I just reviewed something that many investors overlook: the difference between how a stock is actually valued and how we believe it should be valued. Three numbers, three completely different realities.



Let’s start with the basics. Par value is that starting price that almost no one uses, but it’s still important to understand. It’s calculated by dividing the share capital by the number of shares issued. It sounds simple, but it’s the initial point of reference. A company issues shares with a par value of, say, 13 euros. That number is there—fixed—since day one. But here’s the interesting part: that par value is practically useless for trading. It’s more of a historical datum, an anchor left behind.

Then there’s book value, and this one is the one that truly sparks conversation in serious investment circles. It’s calculated by taking the assets, subtracting the liabilities, and dividing by the total number of shares. This gives you an idea of what’s really in the company’s books. It’s what value investors like Buffett use to look for opportunities: companies with a solid balance sheet but a low market price. If a gas company trades at a Precio/Valor Contable ratio lower than its competitors, it may be cheaper in terms of what it actually owns.

But here’s the problem: book value falls apart completely with tech companies and small businesses. Why? Because many of their assets are intangible—they don’t show up on the balance sheet. In addition, there is such a thing as creative accounting, and sometimes what you see in the books isn’t exactly what’s actually there.

And then there’s market value. This is the one you see every day on your screen—the one that makes you gain or lose money. It’s the price at which buy and sell orders meet. This is where reality turns chaotic. The market discounts expectations, news, interest rate policies, and sector sentiment. Sometimes that price has little to do with what the company is truly worth. An announcement of an aggressive monetary policy can drag down a stock that fundamentally hasn’t changed anything. Sector euphoria can inflate it without any apparent reason.

So we have three completely different values. Par value tells you where everything started. Book value tells you what it should be worth according to the books. Market value tells you what’s happening right now in the market, influenced by a thousand factors beyond the company’s control.

In practice, par value matters little for equities. Book value is useful if you’re looking for undervalued companies, but it isn’t absolute truth. And market value is what you trade with, but you need other indicators—like the PER or the BPA—to determine whether that price is expensive or cheap.

What I’ve learned is that there is no single number that tells you the truth. You need all three, but applied in the right context. If you focus on just one, you miss the whole movie. Investing isn’t a one-level video game; it’s more complex than that.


§ **Your goal**:
Please repeat the entries below exactly as written, leaving out any images.

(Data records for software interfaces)
================================
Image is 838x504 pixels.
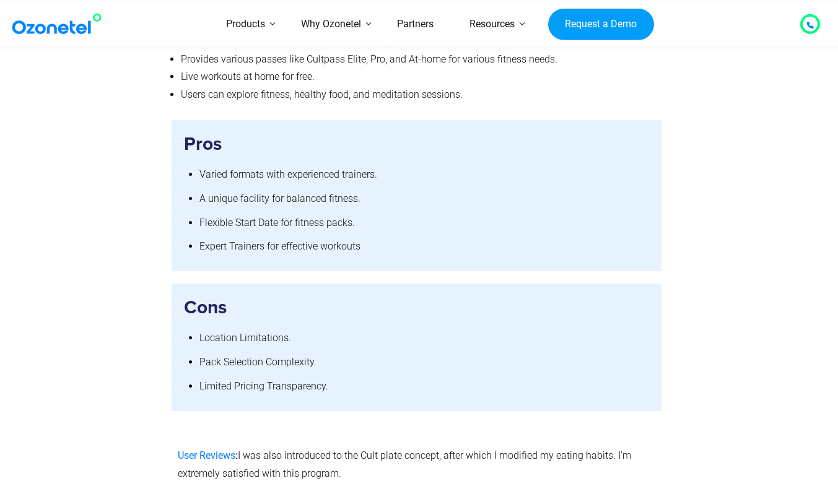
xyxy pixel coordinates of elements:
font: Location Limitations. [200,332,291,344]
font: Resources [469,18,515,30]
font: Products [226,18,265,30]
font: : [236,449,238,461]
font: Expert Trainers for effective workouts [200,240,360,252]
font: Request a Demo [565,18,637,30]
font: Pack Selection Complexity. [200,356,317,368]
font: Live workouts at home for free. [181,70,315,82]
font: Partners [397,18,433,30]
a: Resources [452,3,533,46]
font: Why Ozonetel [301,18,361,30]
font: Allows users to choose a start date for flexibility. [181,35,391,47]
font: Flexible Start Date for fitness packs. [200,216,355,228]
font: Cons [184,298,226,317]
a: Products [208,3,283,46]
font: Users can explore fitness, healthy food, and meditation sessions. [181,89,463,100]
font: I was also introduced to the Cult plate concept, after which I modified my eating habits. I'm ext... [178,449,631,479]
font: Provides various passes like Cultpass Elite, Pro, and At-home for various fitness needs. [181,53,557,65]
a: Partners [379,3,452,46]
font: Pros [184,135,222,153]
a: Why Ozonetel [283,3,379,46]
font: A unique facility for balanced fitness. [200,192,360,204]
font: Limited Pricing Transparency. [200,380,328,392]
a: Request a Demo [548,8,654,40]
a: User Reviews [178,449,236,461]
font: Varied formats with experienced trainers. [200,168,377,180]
================================
§ **Response to this task**:
Image is 838x504 pixels.
xyxy pixel coordinates of elements:
font: Location Limitations. [200,332,291,344]
font: Resources [469,18,515,30]
font: Products [226,18,265,30]
font: : [236,449,238,461]
font: Expert Trainers for effective workouts [200,240,360,252]
font: Request a Demo [565,18,637,30]
font: Pack Selection Complexity. [200,356,317,368]
font: Live workouts at home for free. [181,70,315,82]
font: Partners [397,18,433,30]
a: Resources [452,3,533,46]
font: Why Ozonetel [301,18,361,30]
font: Allows users to choose a start date for flexibility. [181,35,391,47]
font: Flexible Start Date for fitness packs. [200,216,355,228]
font: Cons [184,298,226,317]
a: Products [208,3,283,46]
font: Users can explore fitness, healthy food, and meditation sessions. [181,89,463,100]
font: I was also introduced to the Cult plate concept, after which I modified my eating habits. I'm ext... [178,449,631,479]
font: Provides various passes like Cultpass Elite, Pro, and At-home for various fitness needs. [181,53,557,65]
a: Partners [379,3,452,46]
font: Pros [184,135,222,153]
a: Why Ozonetel [283,3,379,46]
font: A unique facility for balanced fitness. [200,192,360,204]
font: Limited Pricing Transparency. [200,380,328,392]
a: Request a Demo [548,8,654,40]
a: User Reviews [178,449,236,461]
font: Varied formats with experienced trainers. [200,168,377,180]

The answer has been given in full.